JR During the Algerian War. I didn’t want to do it, but I didn’t want to be an objector either. So I refused to become an officer. As I was a mathematician, I was part of a special group that was present during the first French nuclear explosion, in the Sahara in Algeria. We were to study the winds and the meteorological forecasts, and decide whether to have the explosion or not.
MD That must have been an unbelievable experience.
JR It was frightening.
MD What year was this?
JR 1961. It was really frightening—we had a book about the effects of the explosions with data taken in Hiroshima.
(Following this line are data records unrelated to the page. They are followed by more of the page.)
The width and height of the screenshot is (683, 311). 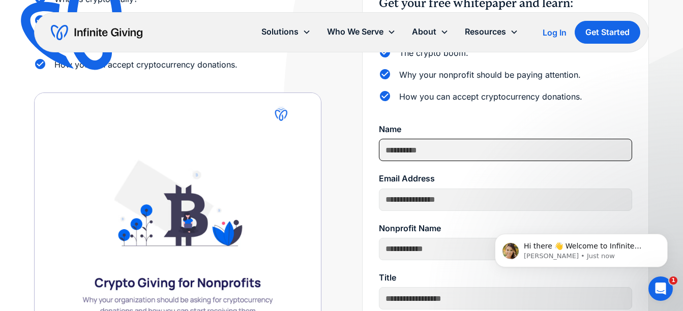 What do you see at coordinates (434, 53) in the screenshot?
I see `div: The crypto boom.` at bounding box center [434, 53].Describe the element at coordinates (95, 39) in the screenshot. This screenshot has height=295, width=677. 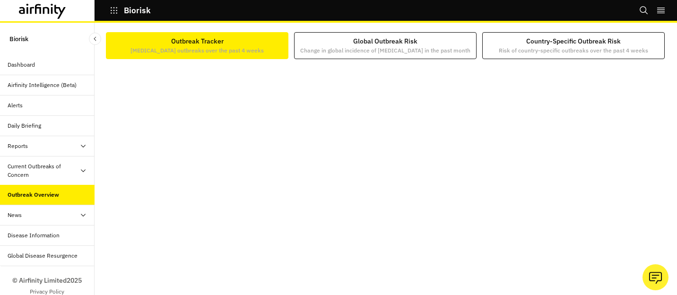
I see `button: Close Sidebar` at that location.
We had to calculate what the fallout would be one mile away and two miles away and five miles away, and were very careful. I had to serve a second time in Algeria, and I really wanted to get back to Paris. So I decided to go on a hunger strike, but privately, so no one should know. After a while not eating, I swooned during a drill, so they sent me to the hospital, where they couldn’t find anything wrong. I was sent back, and I swooned again. This time they decided I was mad, so they sent me to a hospital in Algiers. There a doctor thought that I’d better go back to Paris, where I was referred to a very famous doctor—Dr. Lacan! I was released thanks to him—a narrow escape! I went out into the street in uniform and met my daughter. All the children waiting for soldiers to be released would chant, “La quille! La quille!”—soldier slang equivalent to the British “Demob!” I am the inventor of the “clandestine hunger strike,” my very first constraint.
Marcella Durand’s most recent collections of poetry are Traffic & Weather and ARE A, both published in 2008. She is currently working on translating Michèle Métail’s Les horizons du sol/Earth’s Horizons, a history of the geological formation of Marseille written within an Oulipian formal constraint.